Generic code will be monomorphised automatically by the compiler, for all of the concrete types that are actually required.
When it is necessary to explicitly specify generic parameters,
for example in a function call,
one uses the
turbofish syntax
(so named because ::<>
looks a bit like a speedy fish):
let r = function::<Generic,Args>(...);
Generic parameters can be constrained with bounds written
where they are introduced fn foo<T: Default + Clone>() -> T;
or with where clauses fn foo<T>() -> T where T: Default + Clone;
.
Lifetimes are constrained thus: 'longer: 'shorter
,
reading :
as "outlives".
Types
Nominal types can be defined in terms of (combinations of) other types:
Semantics | Syntax (definition of nominal type) |
---|---|
Product, named fields | struct S { f: u64, g: &'static str } |
Product, tuple-like | struct ST(u64, ()); |
Empty products (units) | struct Z0; struct Z1(); struct Z2{} |
Sum type | enum E { V0, V1(usize), V2{ f: String, } } |
Uninhabited type | enum Void { } - see Uninhabited types |
Generic type | e.g. struct SG<F>{ f: F, g: &'static str } |
Untagged union (unsafe) | union U {...} |
Otherwise, types have structural equivalence.
Semantics | Syntax (referring to a type) |
---|---|
Named type (see above) | S , ST , Z0 , E , Void , SG<u8> , U |
Empty tuple (primitive unit type) | () |
Product type, tuple | (T,) , (T,U) , (T,U,V) etc. |
Primitive integers | usize , isize , u8 , u16 .. u128 , i8 .. i128 |
Floating point (IEEE-754) | f32 , f64 |
Other Primitives | bool , char , str |
Array | [T; N] |
Slice | [T] |
References (always valid, never null) | &T , &mut T , &'lifetime T , &'l mut T |
Raw pointers | *const T , *mut T |
Runtime trait despatch (vtable) | dyn Trait |
Existential type | impl Trait |
Type to be inferred | _ , &'_ T , &'_ mut T |
Most of these are straightforward.
char is a Unicode Scalar Value.
In Rust an array has a size fixed at compile time. (Generic types can be parameterised by constant integers, not only types, so the same code can compile with a variety of different array sizes, resulting in monomorphisation.) Often a slice is better.
A
slice is a contiguous sequence of objects of the same type,
with size known at run-time.
The slice itself ([T]
) means the actual data,
not a pointer to it - rather an abstract concept.

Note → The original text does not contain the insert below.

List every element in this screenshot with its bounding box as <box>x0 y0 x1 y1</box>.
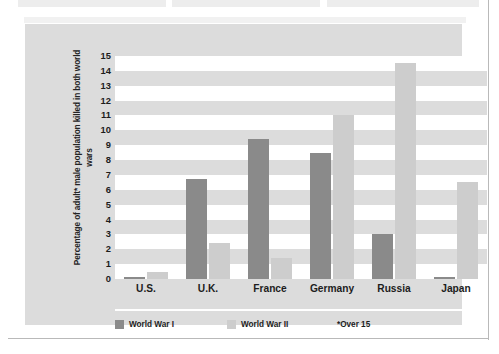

Normally one works with &[T]
, which is a reference to a slice.
This consists of a pointer to the start, and a length.
A slice is just an example of an unsized type (a.k.a. dynamically sized type, DST): a type whose size is not known at compile time. References (and heap and raw pointers) to unsized types are "fat pointers": they are two words wide - one for the data pointer, and one for the metadata.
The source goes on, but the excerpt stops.